Why did that happen? Because we had to settle on some parameters for the retirement/selling out discussion before we could have a coherent discussion about product pricing.

Pricing shouldn’t be random. Sure, it has to reflect the value you deliver, but it also has to reflect your business and personal goals. Much of the time, it seems to reflect little more than whatever your competition charges, plus or minus a little.

“What the market will bear” is what sets the price for commodities.

Arriving at your number
So how do you get to “your number”?

Let’s say you want $5 million when you sell. If you settle for three times annual cash flow (it could be one, it could be 10), that’s $5MM/3. At what annual revenue do x customers get you that number every year? What do you have to sell them to make that?

For the sake of discussion, we’ll assume it takes 500 customers. There’s your average. Where are you now? How many new customers do you need to get to the right number? How much more do you need to come up with in real value to get that from existing customers?

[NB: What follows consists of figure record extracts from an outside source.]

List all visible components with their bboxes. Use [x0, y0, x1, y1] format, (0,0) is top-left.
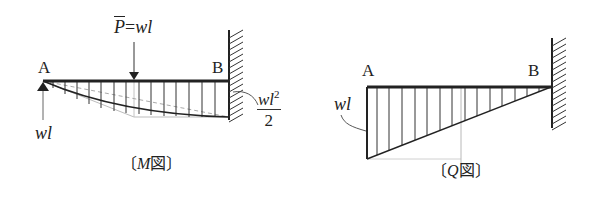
shear-value-label: wl [334, 95, 351, 113]
shear-diagonal [367, 87, 551, 159]
reaction-label: wl [35, 124, 52, 142]
fixed-end-moment-numerator: wl2 [257, 89, 281, 110]
shear-label-leader [341, 115, 366, 131]
shear-caption: 〔Q図〕 [431, 163, 491, 179]
fixed-end-moment-denominator: 2 [257, 110, 281, 129]
load-label: P=wl [114, 18, 152, 36]
moment-label-b: B [212, 59, 223, 76]
load-arrow-head-icon [129, 72, 139, 80]
diagram-canvas [0, 0, 589, 200]
moment-diagram [37, 30, 258, 122]
moment-label-a: A [38, 59, 50, 76]
load-symbol: P [114, 17, 125, 37]
shear-hatching [377, 87, 539, 155]
shear-label-b: B [528, 62, 539, 79]
moment-caption: 〔M図〕 [121, 156, 182, 172]
wall-hatching-shear [552, 38, 566, 130]
shear-diagram [341, 38, 566, 164]
moment-dashed-chord [43, 81, 229, 117]
shear-label-a: A [362, 62, 374, 79]
load-equals: = [125, 17, 135, 37]
load-value: wl [135, 17, 152, 37]
fixed-end-moment-label: wl2 2 [257, 89, 281, 129]
wall-hatching [229, 30, 243, 122]
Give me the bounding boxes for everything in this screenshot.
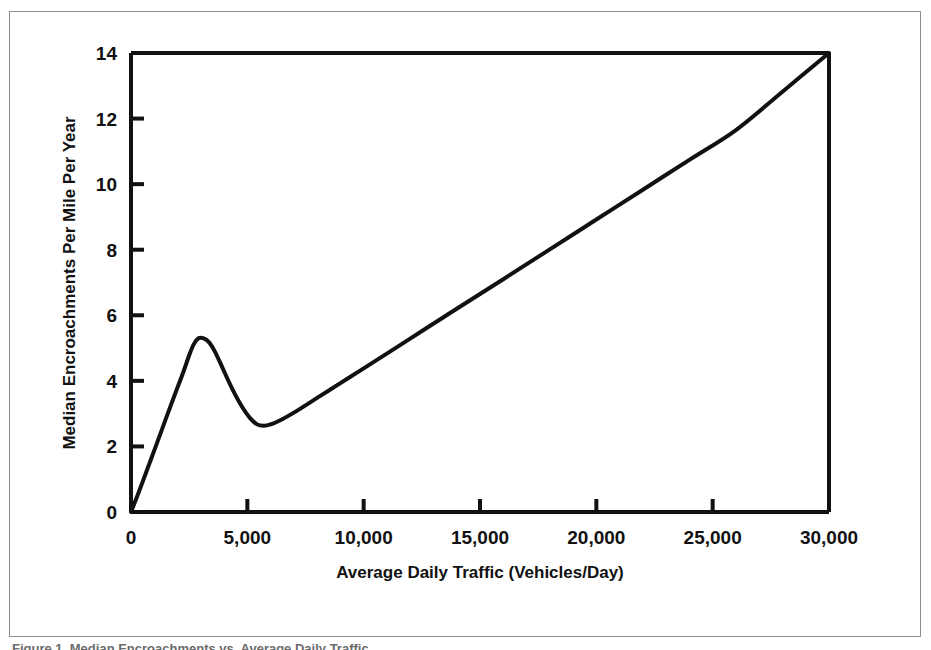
y-tick-label: 10	[96, 174, 117, 195]
chart-svg: Median Encroachments Per Mile Per Year A…	[0, 0, 931, 650]
x-tick-label: 10,000	[335, 527, 393, 548]
x-tick-label: 20,000	[567, 527, 625, 548]
y-tick-label: 6	[106, 305, 117, 326]
y-axis-title: Median Encroachments Per Mile Per Year	[60, 116, 79, 450]
x-tick-label: 25,000	[684, 527, 742, 548]
y-tick-label: 12	[96, 109, 117, 130]
x-tick-label: 30,000	[800, 527, 858, 548]
figure-caption: Figure 1. Median Encroachments vs. Avera…	[12, 641, 612, 650]
y-tick-label: 14	[96, 43, 118, 64]
x-axis-tick-labels: 05,00010,00015,00020,00025,00030,000	[126, 527, 858, 548]
x-tick-label: 15,000	[451, 527, 509, 548]
y-axis-tick-labels: 02468101214	[96, 43, 118, 523]
y-tick-label: 2	[106, 436, 117, 457]
y-tick-label: 0	[106, 502, 117, 523]
y-tick-label: 4	[106, 371, 117, 392]
chart-plot-area: Median Encroachments Per Mile Per Year A…	[0, 0, 931, 650]
x-axis-title: Average Daily Traffic (Vehicles/Day)	[336, 563, 624, 582]
x-tick-label: 5,000	[224, 527, 272, 548]
encroachment-curve	[131, 53, 829, 512]
plot-box-spines	[131, 53, 829, 512]
y-tick-label: 8	[106, 240, 117, 261]
x-tick-label: 0	[126, 527, 137, 548]
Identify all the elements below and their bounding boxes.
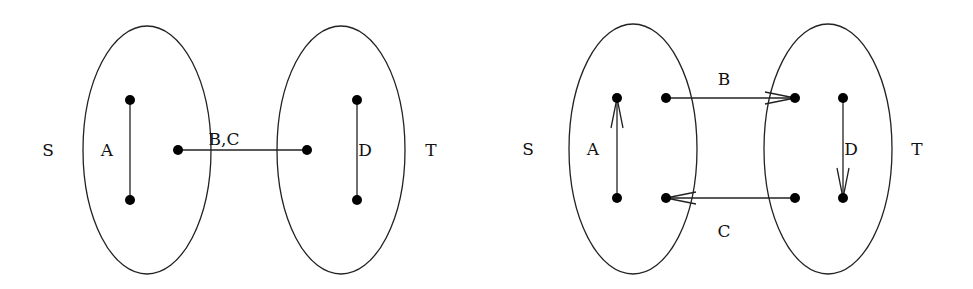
set-label: T [911,139,923,159]
vertex-t1 [790,93,800,103]
vertex-s3 [173,145,183,155]
vertex-s1 [125,95,135,105]
set-graph-diagram: STAB,CDSTABCD [0,0,973,289]
vertex-t4 [838,193,848,203]
vertex-t3 [838,93,848,103]
set-label: S [42,140,54,160]
vertex-s1 [612,93,622,103]
edge-label: B [718,69,731,89]
vertex-s2 [612,193,622,203]
figure-undirected: STAB,CD [42,26,437,274]
set-label: T [425,140,437,160]
vertex-t3 [352,195,362,205]
vertex-t1 [302,145,312,155]
set-t-ellipse [764,24,892,274]
edge-label: D [844,139,858,159]
vertex-s3 [661,93,671,103]
edge-label: A [100,140,114,160]
vertex-s2 [125,195,135,205]
edge-label: A [586,139,600,159]
set-label: S [522,139,534,159]
edge-label: B,C [209,129,240,149]
figure-directed: STABCD [522,24,923,274]
edge-label: C [717,221,730,241]
vertex-t2 [352,95,362,105]
vertex-s4 [661,193,671,203]
vertex-t2 [790,193,800,203]
edge-label: D [358,140,372,160]
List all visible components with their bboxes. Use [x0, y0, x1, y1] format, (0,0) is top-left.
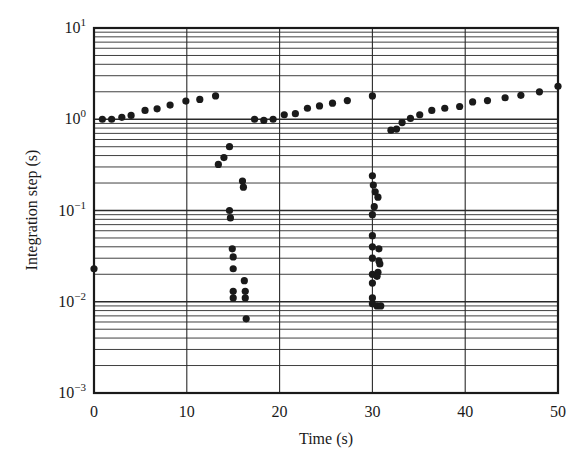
y-axis-label: Integration step (s): [23, 150, 41, 271]
data-point: [242, 294, 249, 301]
data-point: [99, 116, 106, 123]
data-point: [108, 116, 115, 123]
x-axis-label: Time (s): [299, 430, 353, 448]
data-point: [536, 88, 543, 95]
data-point: [375, 245, 382, 252]
data-point: [373, 273, 380, 280]
data-point: [240, 184, 247, 191]
data-point: [393, 125, 400, 132]
x-tick-label: 40: [457, 403, 473, 420]
data-point: [370, 181, 377, 188]
x-tick-label: 50: [550, 403, 566, 420]
data-point: [369, 172, 376, 179]
data-point: [226, 207, 233, 214]
data-point: [141, 107, 148, 114]
x-tick-label: 30: [364, 403, 380, 420]
data-point: [166, 101, 173, 108]
data-point: [118, 114, 125, 121]
data-point: [212, 92, 219, 99]
data-point: [374, 194, 381, 201]
data-point: [376, 260, 383, 267]
data-point: [398, 119, 405, 126]
data-point: [377, 302, 384, 309]
data-point: [304, 105, 311, 112]
data-point: [369, 211, 376, 218]
y-tick-label: 10−1: [58, 199, 86, 219]
data-point: [369, 243, 376, 250]
data-point: [260, 117, 267, 124]
data-point: [441, 105, 448, 112]
data-point: [230, 294, 237, 301]
data-point: [369, 280, 376, 287]
data-point: [329, 100, 336, 107]
data-point: [502, 94, 509, 101]
data-point: [369, 255, 376, 262]
data-point: [220, 154, 227, 161]
x-tick-label: 0: [90, 403, 98, 420]
scatter-chart: 01020304050 10110010−110−210−3 Time (s) …: [0, 0, 585, 472]
data-point: [242, 288, 249, 295]
data-point: [227, 214, 234, 221]
data-point: [407, 115, 414, 122]
y-tick-label: 100: [65, 107, 87, 127]
y-tick-label: 10−3: [58, 381, 86, 401]
data-point: [215, 161, 222, 168]
data-point: [241, 277, 248, 284]
x-tick-label: 20: [272, 403, 288, 420]
grid-lines: [94, 28, 558, 393]
data-point: [371, 203, 378, 210]
data-point: [229, 245, 236, 252]
y-tick-label: 10−2: [58, 290, 86, 310]
data-point: [517, 92, 524, 99]
data-point: [270, 116, 277, 123]
data-point: [230, 265, 237, 272]
data-point: [239, 177, 246, 184]
data-point: [230, 253, 237, 260]
data-point: [154, 105, 161, 112]
x-axis-ticks: 01020304050: [90, 403, 566, 420]
data-point: [182, 98, 189, 105]
data-point: [469, 98, 476, 105]
data-point: [292, 110, 299, 117]
data-point: [251, 116, 258, 123]
data-point: [230, 288, 237, 295]
data-point: [243, 315, 250, 322]
data-point: [416, 111, 423, 118]
data-point: [316, 102, 323, 109]
y-axis-ticks: 10110010−110−210−3: [58, 16, 86, 401]
x-tick-label: 10: [179, 403, 195, 420]
data-point: [196, 96, 203, 103]
data-point: [369, 232, 376, 239]
data-point: [456, 103, 463, 110]
data-point: [344, 97, 351, 104]
data-point: [484, 97, 491, 104]
data-point: [281, 111, 288, 118]
data-point: [128, 112, 135, 119]
data-point: [369, 92, 376, 99]
data-point: [428, 107, 435, 114]
data-point: [226, 143, 233, 150]
y-tick-label: 101: [65, 16, 87, 36]
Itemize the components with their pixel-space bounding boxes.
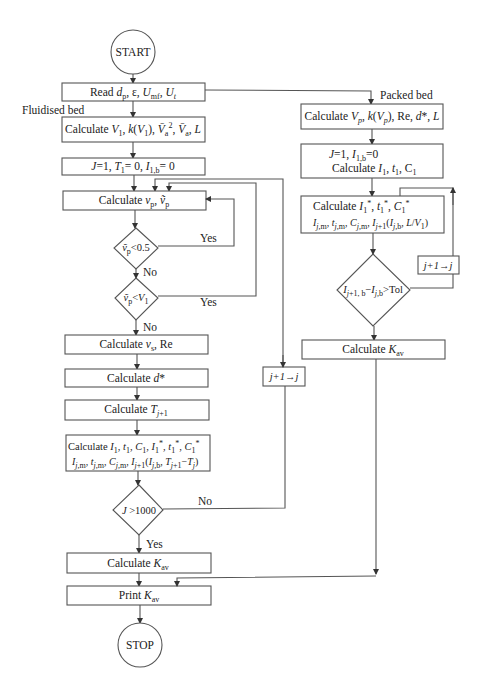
calc-vp-box: Calculate vp, ṽp xyxy=(63,191,206,210)
stop-label: STOP xyxy=(126,639,154,651)
calc-kav-packed-box: Calculate Kav xyxy=(302,340,445,359)
no-label-2: No xyxy=(143,321,157,333)
no-label-1: No xyxy=(143,266,157,278)
flowchart: START Read dp, ε, Umf, Ut Packed bed Flu… xyxy=(0,0,478,683)
decision-tol: Ij+1, b−Ij,b>Tol xyxy=(337,254,410,326)
calc-kav-fluidised-box: Calculate Kav xyxy=(67,553,211,573)
start-label: START xyxy=(116,46,151,58)
yes-label-3: Yes xyxy=(146,538,163,550)
fluidised-bed-label: Fluidised bed xyxy=(22,104,85,116)
decision-vp-lt-05: ṽp<0.5 xyxy=(114,228,158,269)
decision-j-gt-1000-label: J >1000 xyxy=(122,505,156,516)
increment-j-packed-box: j+1→j xyxy=(418,256,459,274)
init-fluidised-box: J=1, T1= 0, I1,b= 0 xyxy=(62,158,205,175)
increment-j-fluidised-box: j+1→j xyxy=(263,367,305,386)
start-terminal: START xyxy=(111,30,155,74)
read-inputs-box: Read dp, ε, Umf, Ut xyxy=(62,83,205,101)
yes-label-2: Yes xyxy=(200,296,217,308)
yes-label-1: Yes xyxy=(200,232,217,244)
increment-j-packed-label: j+1→j xyxy=(422,260,453,271)
calc-v1-box: Calculate V1, k(V1), V̄a2, V̄a, L xyxy=(62,117,205,142)
no-label-3: No xyxy=(198,495,212,507)
calc-star-packed-box: Calculate I1*, t1*, C1* Ij,m, tj,m, Cj,m… xyxy=(301,196,444,233)
calc-vs-box: Calculate vs, Re xyxy=(65,335,208,354)
stop-terminal: STOP xyxy=(118,623,162,667)
print-kav-box: Print Kav xyxy=(67,586,211,605)
decision-vp-lt-v1: ṽp<V1 xyxy=(115,278,158,320)
init-packed-box: J=1, I1,b=0 Calculate I1, t1, C1 xyxy=(301,144,443,178)
calc-tj1-box: Calculate Tj+1 xyxy=(65,400,209,420)
packed-bed-label: Packed bed xyxy=(380,89,433,101)
calc-vp-packed-box: Calculate Vp, k(Vp), Re, d*, L xyxy=(301,104,443,129)
increment-j-fluidised-label: j+1→j xyxy=(268,371,299,382)
calc-integrals-box: Calculate I1, t1, C1, I1*, t1*, C1* Ij,m… xyxy=(66,435,210,471)
calc-dstar-box: Calculate d* xyxy=(65,369,208,387)
decision-j-gt-1000: J >1000 xyxy=(113,485,163,535)
calc-dstar-label: Calculate d* xyxy=(107,372,165,384)
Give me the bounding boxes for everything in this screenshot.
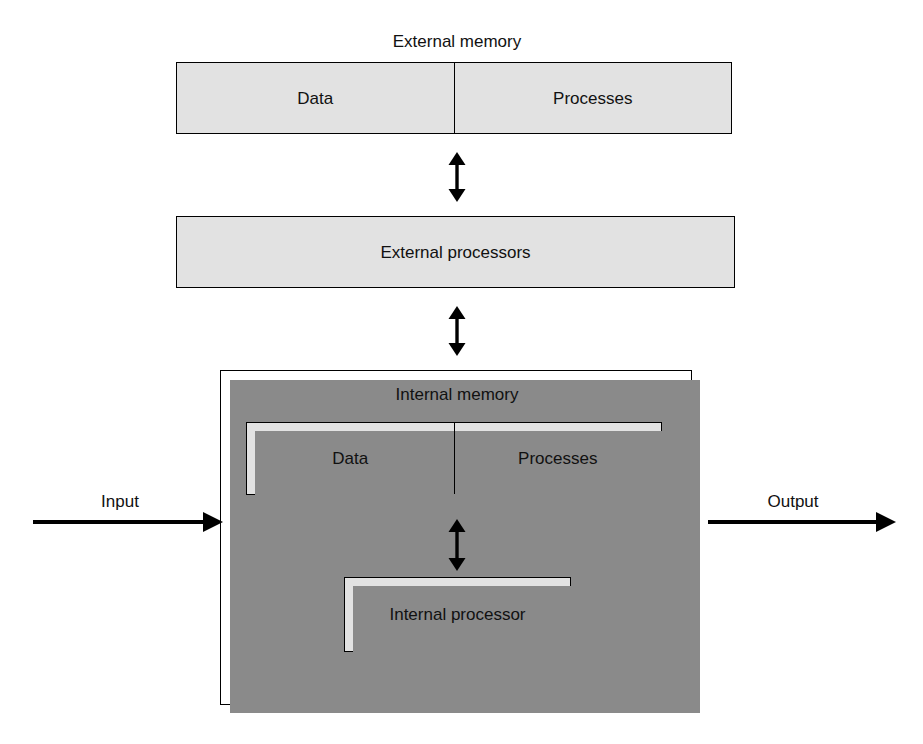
internal-memory-data-label: Data xyxy=(332,450,368,467)
memory-to-processors-arrow xyxy=(443,152,471,202)
external-processors-label: External processors xyxy=(380,244,530,261)
internal-processor-box: Internal processor xyxy=(344,577,571,652)
external-memory-data-label: Data xyxy=(297,90,333,107)
internal-memory-caption: Internal memory xyxy=(396,386,519,403)
external-memory-box: Data Processes xyxy=(176,62,732,134)
input-arrow xyxy=(33,509,223,535)
internal-memory-to-processor-arrow xyxy=(443,519,471,571)
external-processors-box: External processors xyxy=(176,216,735,288)
internal-memory-processes-cell: Processes xyxy=(454,423,662,494)
external-memory-data-cell: Data xyxy=(177,63,454,133)
internal-memory-processes-label: Processes xyxy=(518,450,597,467)
external-memory-processes-label: Processes xyxy=(553,90,632,107)
internal-processor-label: Internal processor xyxy=(389,606,525,623)
internal-memory-data-cell: Data xyxy=(247,423,454,494)
internal-memory-box: Data Processes xyxy=(246,422,662,495)
output-arrow xyxy=(708,509,896,535)
processors-to-system-arrow xyxy=(443,306,471,356)
external-memory-caption: External memory xyxy=(393,33,521,50)
input-label: Input xyxy=(101,493,139,510)
output-label: Output xyxy=(767,493,818,510)
external-memory-processes-cell: Processes xyxy=(454,63,732,133)
architecture-diagram: External memory Data Processes External … xyxy=(0,0,923,744)
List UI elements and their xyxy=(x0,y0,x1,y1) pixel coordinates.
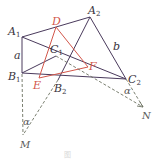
label-e: E xyxy=(32,79,41,92)
label-side-b: b xyxy=(113,40,120,53)
label-d: D xyxy=(51,15,61,28)
geometry-diagram: A1 B1 C1 A2 B2 C2 D E F M N a b α α 图 xyxy=(0,0,156,160)
label-b1: B1 xyxy=(7,70,21,84)
label-n: N xyxy=(141,110,152,121)
label-side-a: a xyxy=(14,49,21,62)
triangle-a1b1c1 xyxy=(22,37,126,79)
label-a1: A1 xyxy=(7,25,20,39)
label-f: F xyxy=(88,60,97,73)
label-m: M xyxy=(19,139,31,150)
label-c1: C1 xyxy=(50,43,63,57)
side-b1-c1 xyxy=(22,56,56,73)
side-d-f xyxy=(56,27,88,67)
label-b2: B2 xyxy=(53,82,67,96)
figure-caption: 图 xyxy=(64,151,71,159)
label-alpha-n: α xyxy=(124,85,131,96)
label-a2: A2 xyxy=(87,4,100,18)
side-a1-c1 xyxy=(22,37,126,79)
label-alpha-m: α xyxy=(23,116,30,127)
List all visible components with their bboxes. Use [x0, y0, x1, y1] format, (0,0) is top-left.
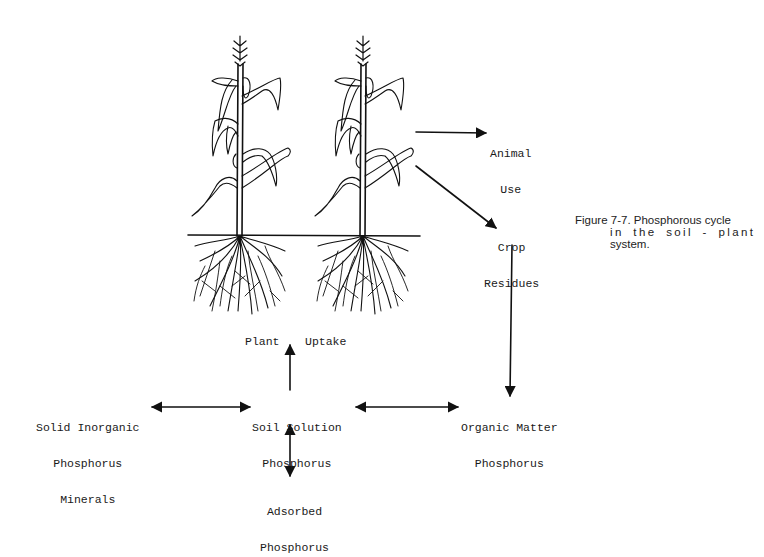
- label-line: Crop: [484, 242, 539, 254]
- label-line: Phosphorus: [461, 458, 558, 470]
- arrow-to-animal-use: [416, 132, 486, 133]
- corn-plant-icon: [315, 36, 413, 314]
- label-line: Organic Matter: [461, 422, 558, 434]
- label-line: Use: [490, 184, 531, 196]
- caption-line: in the soil - plant: [575, 226, 755, 238]
- node-organic-matter: Organic Matter Phosphorus: [461, 398, 558, 494]
- corn-plant-icon: [192, 36, 290, 314]
- node-solid-inorganic: Solid Inorganic Phosphorus Minerals: [36, 398, 140, 530]
- label-line: Animal: [490, 148, 531, 160]
- caption-line: Figure 7-7. Phosphorous cycle: [575, 214, 755, 226]
- node-animal-use: Animal Use: [490, 124, 531, 220]
- soil-surface-line: [188, 235, 420, 236]
- plant-uptake-right: Uptake: [305, 336, 346, 348]
- label-line: Soil Solution: [252, 422, 342, 434]
- label-line: Solid Inorganic: [36, 422, 140, 434]
- figure-caption: Figure 7-7. Phosphorous cycle in the soi…: [575, 214, 755, 250]
- label-line: Phosphorus: [260, 542, 329, 554]
- node-adsorbed: Adsorbed Phosphorus: [260, 482, 329, 557]
- label-line: Minerals: [36, 494, 140, 506]
- label-line: Phosphorus: [252, 458, 342, 470]
- label-line: Adsorbed: [260, 506, 329, 518]
- plant-uptake-left: Plant: [245, 336, 280, 348]
- label-line: Residues: [484, 278, 539, 290]
- caption-line: system.: [575, 238, 755, 250]
- label-line: Phosphorus: [36, 458, 140, 470]
- node-crop-residues: Crop Residues: [484, 218, 539, 314]
- node-soil-solution: Soil Solution Phosphorus: [252, 398, 342, 494]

Finally, for those who have their sights set on making it big with an initial public offering (IPO)….don’t let the haters dissuade you, but do pay attention to history.

No one has ever IPO’d a job
IPOs aren’t a phenomena limited to Silicon Valley, though the resources there make it easier to put the right conditions together. Despite that, it can happen anywhere. In fact, it has happened right here in rural Montana.

From KPCB again:

KPCB IPO info - good ones are rare

Build something that will run on all cylinders even when you’re sick, on vacation, caring for a parent or simply want to take a random day off. Over the long term, perhaps your leadership will be needed, or perhaps you’ll hire someone who leads better than you do. Five years (or five days) from now, you might find something else that gets you up at 4 a.m. raring to go.

Rather than close that other business you built – find a great manager to run it. You can’t do that with a job.

You may love what you do and think you can do it forever. You may be right. Positioning your business so that you can change if you need or want to, will also position you more ideally for whatever your future holds.

Somewhere down the road, it’s likely that you’ll want to sell your business. If you can show recurring cash flow that doesn’t depend solely on your labor, it’ll be a lot easier.

Where you are today
If your business is “just you” and really does resemble a job, that’s OK. As you look forward, consider how you want things to look as time passes – particularly when selling the business crosses your mind.

One more time…. “The value of a business is the current value of future cash flows.”